Comment Re:Good start (Score 1) 171
I have a japanese billfold with a little coin purse in it. The american version of the same billfold just has another set of slots for credit cards.
I have a japanese billfold with a little coin purse in it. The american version of the same billfold just has another set of slots for credit cards.
Maybe you're right but, "don't release a product unless it revolutionizes the market", doesn't seem like a sound business practice
I guess there are a bunch of apple products that are more like accessories but i think they're very careful about the core components of the apple ecosystem, laptops, phones, and tablets. Its probably not a strategy for every business but in apple's case it gives them a reputation that lets them print money and act like every other little thing that they do is a huge deal even when it's dumb.
It's such an enviable position that the squarest MBAs in the world all started pretending to be steve jobs and for about 15 years every electronic device tried to look like apple products.
No I have the ipad pro.
Guys I'm starting to think this Sam Altman guy isn't good.
Agreed, the tablet is 90% a thin client with some local capability. I think of the unnecessarily fast cpu as a luxury accommodation and light future proofing as opposed to wasted potential.
I have played heavy games and AI on my aging-but-still-fast ipad. It's neat but anything that takes advantage of the power like that, at least on my model, sucks battery hard and makes it hot as fuck.
The ipad has largely been a laptop killer for me as my casual computing device.
A convertible macbook air might be kinda cool but it's something other companies keep doing and have been striking out since i dunno at least the late 90s. I wouldn't be shocked at all to learn apple has a closet full of prototypes but to launch something like that "the apple way" they need to deliver something that makes all the predecessors look the way windowsCE and palm devices looked after the launch of the iphone.
and that's hard to do.
Not a joke. A younger me would reel with disgust to learn that I don't want to install linux on them and configure it into a tiny beowulf cluster.
But I have a PC, some small servers, an aws account, and a drawer full of SBC computers and old android cell phones. My Apple devices serve as locked down appliances that I don't have to fuck with and that apparently offer enough privacy features to upset Google and Facebook and if I need more than that I have many ways to get it.
I will say that apple silicon is very interesting stuff but I have to admit it's not compelling enough for me to buy a mac mini to add to my collection of small servers.
Devils advocate here.
The mountain of paperwork does serve to confuse people and I do remember having to be a dick to a bunch of what were essentially sales people posing as other kinds of workers... both to get what I want and to keep them from fucking up their non-sales duties.
Favorite quote: "Yeah but you'd need to live in the house at least 5 years if that was gonna save you any money at all"
To this day I still don't understand what else I was planning to do with the house.
We basically need regulation that assumes people are morons, since we'll never get that, I settle on spreading shame.

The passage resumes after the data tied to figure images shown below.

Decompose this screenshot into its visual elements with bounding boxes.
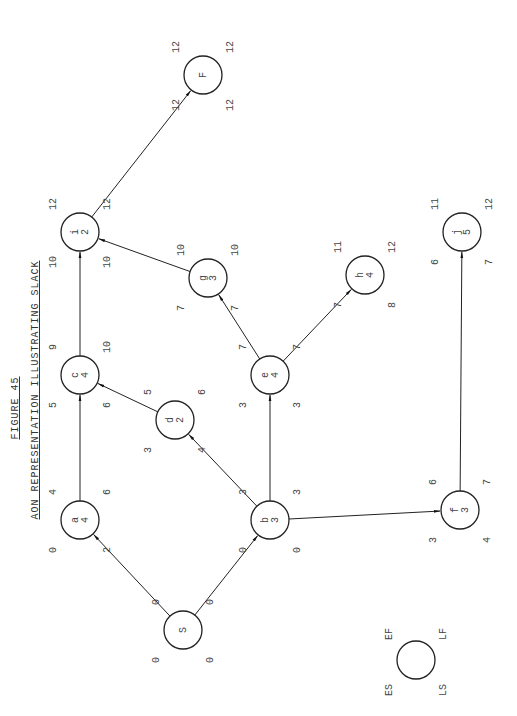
node-es: 3 xyxy=(238,402,249,408)
node-name: S xyxy=(178,627,189,633)
legend-node xyxy=(397,641,435,679)
node-es: 6 xyxy=(430,259,441,265)
aon-network-diagram: FIGURE 45 AON REPRESENTATION ILLUSTRATIN… xyxy=(0,0,517,716)
node-ef: 9 xyxy=(48,344,59,350)
node-duration: 3 xyxy=(208,275,219,281)
node-lf: 0 xyxy=(205,599,216,605)
legend-ef: EF xyxy=(384,628,395,640)
node-ef: 6 xyxy=(428,479,439,485)
node-F: F12121212 xyxy=(171,41,236,111)
node-es: 7 xyxy=(333,302,344,308)
edge-f-j xyxy=(460,252,462,491)
node-d: d23546 xyxy=(143,389,208,453)
figure-title-group: FIGURE 45 AON REPRESENTATION ILLUSTRATIN… xyxy=(10,260,41,519)
node-duration: 4 xyxy=(80,372,91,378)
node-ls: 6 xyxy=(102,402,113,408)
node-lf: 10 xyxy=(102,341,113,353)
node-es: 5 xyxy=(48,402,59,408)
node-es: 7 xyxy=(176,305,187,311)
node-ef: 4 xyxy=(48,489,59,495)
node-ef: 10 xyxy=(176,244,187,256)
node-es: 12 xyxy=(171,99,182,111)
node-ls: 4 xyxy=(482,537,493,543)
node-ef: 5 xyxy=(143,389,154,395)
node-duration: 2 xyxy=(80,229,91,235)
node-lf: 10 xyxy=(230,244,241,256)
node-ls: 10 xyxy=(102,256,113,268)
node-lf: 12 xyxy=(387,241,398,253)
node-ef: 0 xyxy=(151,599,162,605)
node-lf: 6 xyxy=(102,489,113,495)
legend-lf: LF xyxy=(438,628,449,640)
legend-es: ES xyxy=(384,684,395,696)
node-ls: 7 xyxy=(230,305,241,311)
node-duration: 4 xyxy=(365,272,376,278)
node-es: 0 xyxy=(48,547,59,553)
node-j: j5611712 xyxy=(430,198,495,265)
node-ef: 3 xyxy=(238,489,249,495)
node-S: S0000 xyxy=(151,599,216,663)
node-lf: 12 xyxy=(102,198,113,210)
node-name: F xyxy=(198,72,209,78)
node-lf: 6 xyxy=(197,389,208,395)
node-duration: 3 xyxy=(460,507,471,513)
node-ef: 11 xyxy=(333,241,344,253)
node-lf: 7 xyxy=(482,479,493,485)
node-duration: 2 xyxy=(175,417,186,423)
node-lf: 3 xyxy=(292,489,303,495)
node-es: 0 xyxy=(151,657,162,663)
node-ef: 11 xyxy=(430,198,441,210)
node-es: 3 xyxy=(143,447,154,453)
node-ls: 0 xyxy=(292,547,303,553)
node-lf: 7 xyxy=(292,344,303,350)
node-es: 0 xyxy=(238,547,249,553)
node-ls: 0 xyxy=(205,657,216,663)
node-es: 10 xyxy=(48,256,59,268)
node-ls: 12 xyxy=(225,99,236,111)
figure-title: AON REPRESENTATION ILLUSTRATING SLACK xyxy=(30,260,41,519)
legend-ls: LS xyxy=(438,684,449,696)
node-duration: 4 xyxy=(80,517,91,523)
node-ls: 2 xyxy=(102,547,113,553)
node-ef: 12 xyxy=(48,198,59,210)
node-g: g3710710 xyxy=(176,244,241,311)
node-lf: 12 xyxy=(484,198,495,210)
node-ef: 7 xyxy=(238,344,249,350)
nodes-layer: S0000a40426b30303c459610d23546e43737f336… xyxy=(48,41,495,663)
node-ls: 4 xyxy=(197,447,208,453)
legend: ES EF LS LF xyxy=(384,628,449,696)
node-duration: 4 xyxy=(270,372,281,378)
figure-number: FIGURE 45 xyxy=(10,376,21,439)
node-ls: 8 xyxy=(387,302,398,308)
node-ls: 3 xyxy=(292,402,303,408)
node-es: 3 xyxy=(428,537,439,543)
node-ls: 7 xyxy=(484,259,495,265)
node-lf: 12 xyxy=(225,41,236,53)
node-duration: 3 xyxy=(270,517,281,523)
edge-b-f xyxy=(289,511,440,519)
node-duration: 5 xyxy=(462,229,473,235)
node-ef: 12 xyxy=(171,41,182,53)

These people were sold a promise that they could have a big house, barely save anything and they could retire
They were easy marks. They took the loans. They're also the generation that voted to deregulate everything so they could be victimized.
"one is pre owned and one will take a few minutes"
Ms shit is so bad that it should be considered negligent to use them. I guess the OSCP test got rid of linux in its simulations because people so would always go straight for the windows machines every time anyhow. It's really time we stop deluding ourselves that they're targeted because theyre so popular or the other standard industry microsoft apologetics and respond with ridicule instead of argument. This wasn't a situation that came about by logic or careful thinking and we won't get rid of windows in the enterprise that way either.
It's interesting because he was killing chickens for awhile. I wonder if this is one that was spared when he realized "killing everything you eat" is just a gross pain in the ass and actually kind of like work.
Dude there is definitely a campaign to convince people that their home is not only an investment but the best investment you could make with faint murmurs that perhaps it's even the only investment you need to make... but that would of course be your personal choice
The unavailability of affordable housing is indeed much the fault of hgtv watching assholes falling for the scam and we should shame this sort of thinking.
I doubt Zuck is quite this stupid, but i do get the feeling he's the kind of guy who would casually drop amoral bombs on his friends in conversation with zero understanding that he just damaged the relationship.
A mostly fictional example of the thing I'm talking about would be like getting invited out to lunch by indian co workers, going somewhere vegan, and then telling everyone at the table that it's good that there's no meat on the menu because he's pledged to kill all meat he eats with his own hands for a year. (he did in fact make that pledge and its the only factual part of this story)... then thinking that his little experiment is obviously as interesting to everyone else as it is to him, spend the rest of the meal discussing the pros, cons, and feelings he's developed since chopping the head off a chicken first thing every morning.
These kinds of foul ups are sort of common with spergy techlords but usually they got a handle on it by zucks age and they don't have immense power. Zuck gets zero feedback from the world the way most people would.
"We don't care. We don't have to. We're the Phone Company."